The Antiabortion War on Telehealth Care Isn’t Working
The antiabortion movement is trying hard to block access to abortion pills and restrict telehealth reproductive care. But their lawsuits and bans aren’t stopping a robust network of conscientious providers from finding new ways to help patients access care.

An abortion rights advocate shows a box of mifepristone outside the Supreme Court in Washington, DC, on March 26, 2024. (Shuran Huang / Washington Post via Getty Images)
The antiabortion movement is desperately doing everything it can to block access to abortion pills. In the nearly three years without the protections of Roe v. Wade, the number of abortions in the United States has increased. The wide availability of medication abortion and the rise of telehealth providers who see patients virtually and send pills across the country have completely transformed the landscape of reproductive health care. You can imagine how frustrated antiabortion leaders are with this development; just when they achieved the long-awaited dream of overturning Roe, changes in Food and Drug Administration (FDA) requirements for medication abortion, along with the dedication of abortion providers and activists, have opened new avenues for care in states with abortion bans and restrictions.
Medication abortion now constitutes 63 percent of all abortions in the country. Telehealth abortion care rose from 4 percent of all abortions in April 2022 to 19 percent in March 2024. This surge in telehealth care began during the pandemic, when the FDA lifted some restrictions on mifepristone, the first medication used in a typical two-pill regimen to terminate a pregnancy up to ten weeks gestation. In 2021, the FDA eliminated the in-person dispensing requirement for mifepristone, allowing providers to use telehealth to support patients who could not or chose not to travel to clinics for in-person care. Clinicians conduct remote consultations, typically via video call appointments but also through secure text messaging, relying on the patient’s self-reported medical history and calculating gestational age based on the patient’s reported last menstrual cycle. Recent research on medication abortion provided through telehealth demonstrated the same high rates of safety and efficacy as in-person medication abortion care.
As the demand for abortion care surged in states where it remained legal after 2022 — particularly in states like Illinois, Colorado, and Kansas, which saw an influx of patients from surrounding states with bans — telehealth became essential in reducing appointment waiting times and meeting the heightened demand. Immediately after Roe was overturned, advocates in abortion-friendly states started exploring ways to protect providers from lawsuits for treating patients from banned states. Interstate shield laws, designed to protect abortion providers, supporters, and patient medical records from civil and criminal consequences related to reproductive health care provided to out-of-state residents, are now on the books in eighteen states. Since July 2023, eight states have also implemented shield laws specifically to protect telehealth abortion providers who consult with patients virtually and ship pills to states with abortion bans or telehealth abortion restrictions. Clinicians working under the protections of state shield laws provide up to twelve thousand telehealth abortions each month.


> **Problem to work on**:
The whole listing is to be retyped exactly as it appears.

> **Information supplied**:
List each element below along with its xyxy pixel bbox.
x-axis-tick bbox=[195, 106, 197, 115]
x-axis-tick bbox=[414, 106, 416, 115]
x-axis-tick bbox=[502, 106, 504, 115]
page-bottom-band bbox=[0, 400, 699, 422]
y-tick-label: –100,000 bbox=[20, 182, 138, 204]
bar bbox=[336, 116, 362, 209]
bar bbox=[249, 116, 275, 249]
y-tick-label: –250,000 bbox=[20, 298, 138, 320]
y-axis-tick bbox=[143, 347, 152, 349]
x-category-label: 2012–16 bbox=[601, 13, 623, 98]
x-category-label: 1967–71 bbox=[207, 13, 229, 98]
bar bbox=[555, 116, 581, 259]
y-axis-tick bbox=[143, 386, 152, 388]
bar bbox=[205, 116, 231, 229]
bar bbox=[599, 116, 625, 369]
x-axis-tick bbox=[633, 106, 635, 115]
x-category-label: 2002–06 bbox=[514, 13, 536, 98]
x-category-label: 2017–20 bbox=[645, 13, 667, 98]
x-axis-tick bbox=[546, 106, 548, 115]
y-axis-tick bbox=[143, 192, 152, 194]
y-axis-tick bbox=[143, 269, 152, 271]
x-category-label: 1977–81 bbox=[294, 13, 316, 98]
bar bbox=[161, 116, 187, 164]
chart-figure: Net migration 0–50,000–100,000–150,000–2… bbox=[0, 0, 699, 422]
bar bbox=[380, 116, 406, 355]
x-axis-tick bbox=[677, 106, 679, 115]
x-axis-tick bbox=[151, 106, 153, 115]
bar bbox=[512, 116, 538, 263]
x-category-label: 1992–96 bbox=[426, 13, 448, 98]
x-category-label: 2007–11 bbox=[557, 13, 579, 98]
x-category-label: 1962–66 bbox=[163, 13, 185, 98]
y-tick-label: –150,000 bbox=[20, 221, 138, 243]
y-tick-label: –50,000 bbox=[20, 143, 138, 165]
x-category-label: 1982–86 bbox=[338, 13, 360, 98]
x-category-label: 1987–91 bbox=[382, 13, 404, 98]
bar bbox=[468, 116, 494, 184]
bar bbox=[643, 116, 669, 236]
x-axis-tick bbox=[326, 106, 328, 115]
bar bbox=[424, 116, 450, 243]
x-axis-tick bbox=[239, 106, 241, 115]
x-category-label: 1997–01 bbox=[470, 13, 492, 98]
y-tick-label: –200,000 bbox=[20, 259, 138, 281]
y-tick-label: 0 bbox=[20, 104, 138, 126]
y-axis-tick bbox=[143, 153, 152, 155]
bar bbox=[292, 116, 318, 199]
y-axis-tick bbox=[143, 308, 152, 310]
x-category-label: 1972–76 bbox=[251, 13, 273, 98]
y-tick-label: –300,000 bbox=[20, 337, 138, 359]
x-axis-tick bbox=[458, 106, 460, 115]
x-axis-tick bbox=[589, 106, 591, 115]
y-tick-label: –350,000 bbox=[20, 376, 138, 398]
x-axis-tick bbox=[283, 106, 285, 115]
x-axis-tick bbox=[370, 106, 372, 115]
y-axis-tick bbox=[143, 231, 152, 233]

> **Reply**:
List each element below along with its xyxy pixel bbox.
x-axis-tick bbox=[195, 106, 197, 115]
x-axis-tick bbox=[414, 106, 416, 115]
x-axis-tick bbox=[502, 106, 504, 115]
page-bottom-band bbox=[0, 400, 699, 422]
y-tick-label: –100,000 bbox=[20, 182, 138, 204]
bar bbox=[336, 116, 362, 209]
bar bbox=[249, 116, 275, 249]
y-tick-label: –250,000 bbox=[20, 298, 138, 320]
y-axis-tick bbox=[143, 347, 152, 349]
x-category-label: 2012–16 bbox=[601, 13, 623, 98]
x-category-label: 1967–71 bbox=[207, 13, 229, 98]
bar bbox=[555, 116, 581, 259]
y-axis-tick bbox=[143, 386, 152, 388]
bar bbox=[205, 116, 231, 229]
bar bbox=[599, 116, 625, 369]
x-axis-tick bbox=[633, 106, 635, 115]
x-category-label: 2002–06 bbox=[514, 13, 536, 98]
x-category-label: 2017–20 bbox=[645, 13, 667, 98]
x-axis-tick bbox=[546, 106, 548, 115]
y-axis-tick bbox=[143, 192, 152, 194]
y-axis-tick bbox=[143, 269, 152, 271]
x-category-label: 1977–81 bbox=[294, 13, 316, 98]
bar bbox=[161, 116, 187, 164]
chart-figure: Net migration 0–50,000–100,000–150,000–2… bbox=[0, 0, 699, 422]
bar bbox=[380, 116, 406, 355]
x-axis-tick bbox=[677, 106, 679, 115]
x-axis-tick bbox=[151, 106, 153, 115]
bar bbox=[512, 116, 538, 263]
x-category-label: 1992–96 bbox=[426, 13, 448, 98]
x-category-label: 2007–11 bbox=[557, 13, 579, 98]
x-category-label: 1962–66 bbox=[163, 13, 185, 98]
y-tick-label: –150,000 bbox=[20, 221, 138, 243]
y-tick-label: –50,000 bbox=[20, 143, 138, 165]
x-category-label: 1982–86 bbox=[338, 13, 360, 98]
x-category-label: 1987–91 bbox=[382, 13, 404, 98]
bar bbox=[468, 116, 494, 184]
bar bbox=[643, 116, 669, 236]
x-axis-tick bbox=[326, 106, 328, 115]
bar bbox=[424, 116, 450, 243]
x-axis-tick bbox=[239, 106, 241, 115]
x-category-label: 1997–01 bbox=[470, 13, 492, 98]
y-tick-label: –200,000 bbox=[20, 259, 138, 281]
y-tick-label: 0 bbox=[20, 104, 138, 126]
y-axis-tick bbox=[143, 153, 152, 155]
bar bbox=[292, 116, 318, 199]
y-axis-tick bbox=[143, 308, 152, 310]
x-category-label: 1972–76 bbox=[251, 13, 273, 98]
y-tick-label: –300,000 bbox=[20, 337, 138, 359]
x-axis-tick bbox=[458, 106, 460, 115]
x-axis-tick bbox=[589, 106, 591, 115]
y-tick-label: –350,000 bbox=[20, 376, 138, 398]
x-axis-tick bbox=[283, 106, 285, 115]
x-axis-tick bbox=[370, 106, 372, 115]
y-axis-tick bbox=[143, 231, 152, 233]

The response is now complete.